USGS decided on the second best lidar data, called “Quality Level 2.” Two pulses of laser light will bounce off each square meter of the surface, instead of eight times under Level 1.

For its part, USGS wants $23.7 million in 2014, an $11 million increase. Most of the increase would be spent on data acquisition by the private sector. Two additional federal positions would be added to bring the team to 59.

According to a draft USGS implementation plan, a solicitation would be released in June 2014 followed by the first contract awards in November to those who would fly the planes and process the raw data. Those will be called Geospatial Products and Services contracts.

The 3DEP proposal has lots of industry backers, not surprisingly. The initiative would be a welcome “strategic approach,” said John Pallatiello, executive director of MAPPS, the Management Association for Private Photogrammetric Surveyors in Reston, Va.

The U.S. has been collecting lidar over about 2 to 3 percent of the country a year, according to the Dewberry report, meaning it would take 35 years to map the whole country.

Sugerbaker said the rate has climbed to about 5 percent more recently, but that the basic point still holds. It will take a government initiative to map the whole country and keep the data fresh.

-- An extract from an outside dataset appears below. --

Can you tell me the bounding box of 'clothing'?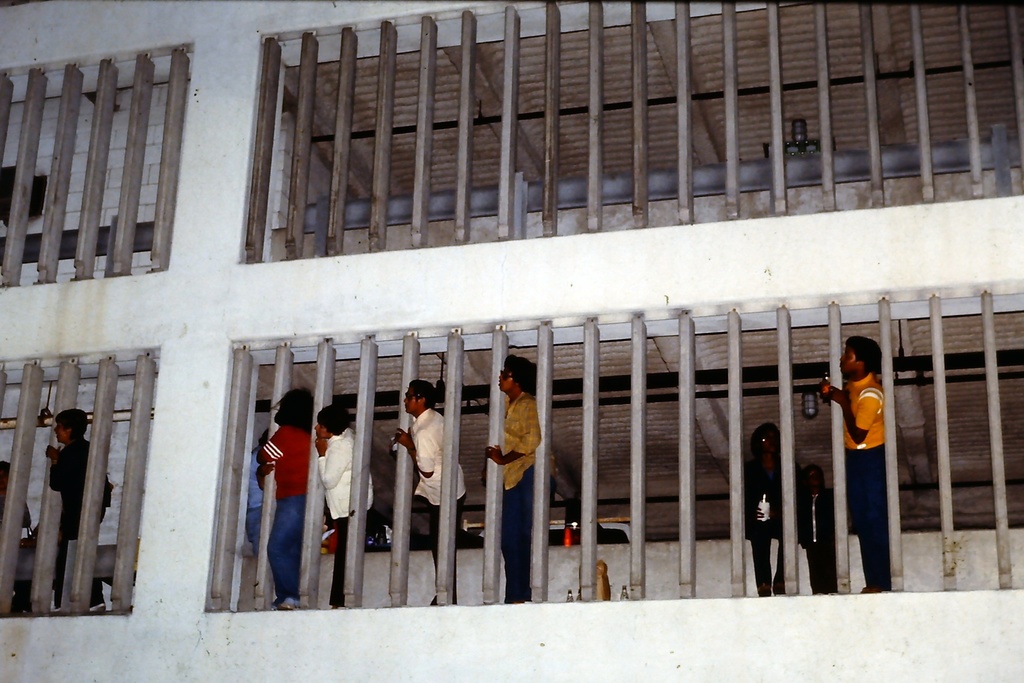
(828,351,901,568).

“We do the best job we can to stitch it together. The result of that is about a third of the country is done. But that data is aging. North Carolina is about 11 or 12 years old,” he said.

One Comment

  1. You don’t need to use LIDAR for the vast bulk of this project – that is old technology and simply not necessary for the vast tracts of open terrain involved. Instead, USGS should be embracing photogrametric technologies that produce high-resolution models from 2D imagery.